By Cassidy Webb…
When I was 14 years old, I took a summer trip with my parents to go to a lake in the Ozark Mountains. The highway was busy with travelers and the wind of passing cars was noisy and constant. We came upon a tunnel that ran straight through one of the mountains. It was lined with luminescent orange lights to illuminate the way. As soon as we entered the tunnel, everything got quiet. I could no longer feel the wind rushing by the car and the lighting was dim. Everything was still and calm. This is what it was like the first time I tried heroin. Calm, quiet, and still.
I chased that feeling for years. I’d always struggled with anxiety and I never really felt like I fit in with the people around me. For a time, heroin worked for me. I was able to quiet the rushing thoughts in my head and feel at peace.
Eventually, heroin ceased to bring me peace and brought me nothing but chaos. I ended up losing a scholarship to college and getting arrested for distribution of a controlled substance, but this still wasn’t enough to make me want sobriety. I spent the last year of my active addiction in a deep depression. I was unable to maintain a job because I was unreliable and untrustworthy. My addiction had progressed so badly that my last day at work before I got sober I was found by a coworker on the bathroom floor: I had overdosed. When I woke up in the hospital, I was furious. I wanted nothing more than to die. I truly saw no way out of the grips of opiate addiction.
Upon release from the hospital, I went to get more. I had every intention of using enough heroin to ensure that I would overdose and never wake up. I went to an empty parking lot, got my fix ready, and told myself that if this one didn’t kill me, I would get help. I was physically and mentally exhausted from living the way I had been living.
When I woke up I wasn’t angry this time, I was simply defeated. Every time I tried to get sober on my own, the physical withdrawals became too much to handle, so I decided to go to detox where I was medically supervised and slowly tapered off of heroin.
I then went to a dual-diagnosis treatment facility where I was diagnosed with depression. I was given a treatment plan, proper medication, a loving therapist, and a safe place to lay my head at night. Treatment provided me with the physical separation I needed from opiates as well as the tools I needed to cope with my emotions. It took me about a month to start to open up and actually talk to others in therapy. As soon as I began to talk about my behaviors and patterns while getting high, I became aware of the things that made me want to get high and was taught tools on avoiding those triggers. When in active addiction, I would get high when I was upset, stressed, or self-conscious. I then became so dependent on drugs that I couldn’t stop getting high. I learned how to talk to others when I am upset and express my emotions rather than use drugs to cope with them. I participated in holistic therapy consisting of yoga, meditation, and art therapy, which allowed me to relax when I was feeling stressed. Lastly, I learned to love and forgive myself for the things that I had done, by building honest, loving relationships with other sober people who loved me.
A key element in my recovery was relocating. I was living in Arkansas before treatment and I was so familiar with the town that I knew exactly where to get my drugs. All of my friends were drug addicts as well. The treatment I went to was in south Florida, where I knew nobody. The change of environment was extremely beneficial to me because I had the opportunity to build relationships with people who were also sober. In addition to new people, I found the beach and palm trees to be therapeutic and peaceful, which gave me an ability to escape and relax when I was feeling stressed.
My passion today is to help others recover from addiction as well. I work with other women to show them how I got sober and stayed sober. I manage a sober living house for women which allows me to constantly teach others the activities that helped me stay sober. Seeing these women regain the color in their skin and the spark in their eyes is the bright spot of my life today.
Cassidy Webb is a 24 year old avid writer for Journey Pure from South Florida. She advocates spreading awareness on addiction. Her passion in life is to help others by sharing her experience, strength, and hope.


▶ [EXERCISE DETAILS]: Print the entries verbatim, leaving out the images they contain.
BEGIN
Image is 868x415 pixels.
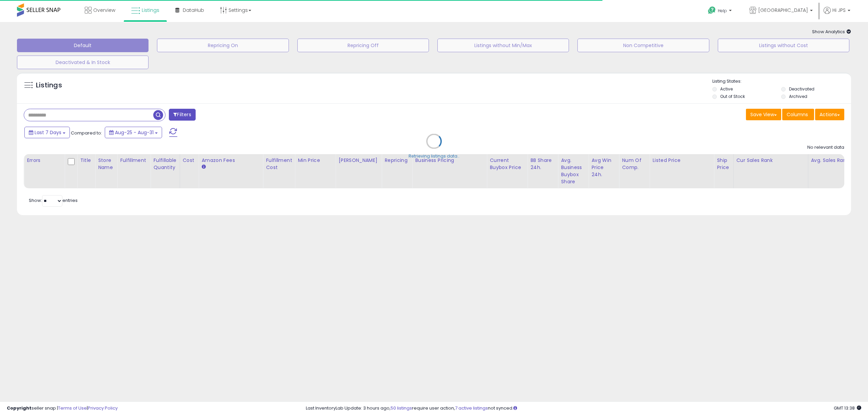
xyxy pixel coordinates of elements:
span: Overview [94,7,115,14]
button: Default [17,39,148,52]
div: Retrieving listings data.. [409,153,460,159]
button: Non Competitive [578,39,709,52]
span: Help [718,8,727,14]
span: Show Analytics [812,28,851,35]
button: Repricing Off [297,39,429,52]
button: Deactivated & In Stock [17,55,148,69]
span: [GEOGRAPHIC_DATA] [758,7,808,14]
i: Get Help [707,6,716,15]
span: Hi JPS [833,7,845,14]
a: Help [703,1,738,22]
span: DataHub [182,7,204,14]
button: Repricing On [157,39,289,52]
span: Listings [142,7,159,14]
button: Listings without Cost [718,39,849,52]
a: Hi JPS [824,7,851,22]
button: Listings without Min/Max [437,39,569,52]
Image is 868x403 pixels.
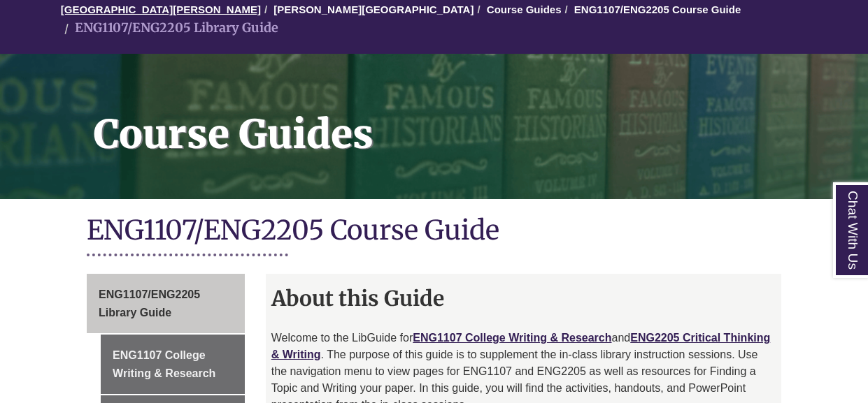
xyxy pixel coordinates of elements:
a: [GEOGRAPHIC_DATA][PERSON_NAME] [61,4,261,16]
a: ENG1107/ENG2205 Course Guide [574,4,741,16]
a: ENG1107 College Writing & Research [413,332,612,344]
h2: About this Guide [266,281,782,316]
li: ENG1107/ENG2205 Library Guide [61,18,278,38]
a: Course Guides [487,4,561,16]
a: ENG1107 College Writing & Research [100,335,245,394]
a: ENG1107/ENG2205 Library Guide [86,274,245,334]
span: ENG1107/ENG2205 Library Guide [99,289,200,319]
h1: Course Guides [78,54,868,181]
a: [PERSON_NAME][GEOGRAPHIC_DATA] [273,4,474,16]
h1: ENG1107/ENG2205 Course Guide [86,213,782,250]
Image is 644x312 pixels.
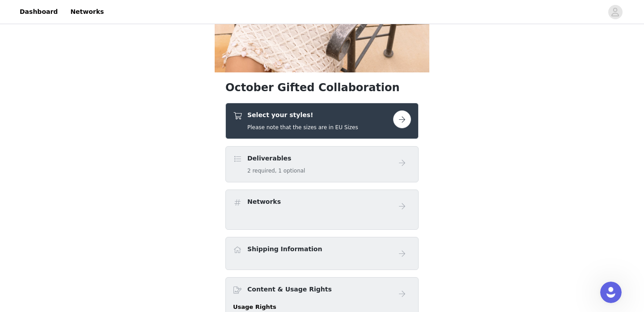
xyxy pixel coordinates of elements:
END
▶ [WRITTEN ANSWER]:
Image is 868x415 pixels.
xyxy pixel coordinates of elements:
span: Overview [94,7,115,14]
button: Default [17,39,148,52]
div: Retrieving listings data.. [409,153,460,159]
button: Non Competitive [578,39,709,52]
span: Help [718,8,727,14]
span: Show Analytics [812,28,851,35]
button: Repricing Off [297,39,429,52]
button: Deactivated & In Stock [17,55,148,69]
span: [GEOGRAPHIC_DATA] [758,7,808,14]
i: Get Help [707,6,716,15]
span: Hi JPS [833,7,845,14]
a: Help [703,1,738,22]
span: DataHub [182,7,204,14]
button: Repricing On [157,39,289,52]
span: Listings [142,7,159,14]
button: Listings without Cost [718,39,849,52]
a: Hi JPS [824,7,851,22]
button: Listings without Min/Max [437,39,569,52]
Image is 868x403 pixels.
xyxy pixel coordinates of elements:
a: [GEOGRAPHIC_DATA][PERSON_NAME] [61,4,261,16]
a: ENG1107/ENG2205 Course Guide [574,4,741,16]
a: ENG1107 College Writing & Research [413,332,612,344]
h2: About this Guide [266,281,782,316]
li: ENG1107/ENG2205 Library Guide [61,18,278,38]
a: Course Guides [487,4,561,16]
a: ENG1107 College Writing & Research [100,335,245,394]
a: ENG1107/ENG2205 Library Guide [86,274,245,334]
span: ENG1107/ENG2205 Library Guide [99,289,200,319]
h1: Course Guides [78,54,868,181]
a: [PERSON_NAME][GEOGRAPHIC_DATA] [273,4,474,16]
h1: ENG1107/ENG2205 Course Guide [86,213,782,250]
Image is 644x312 pixels.
xyxy pixel coordinates of elements:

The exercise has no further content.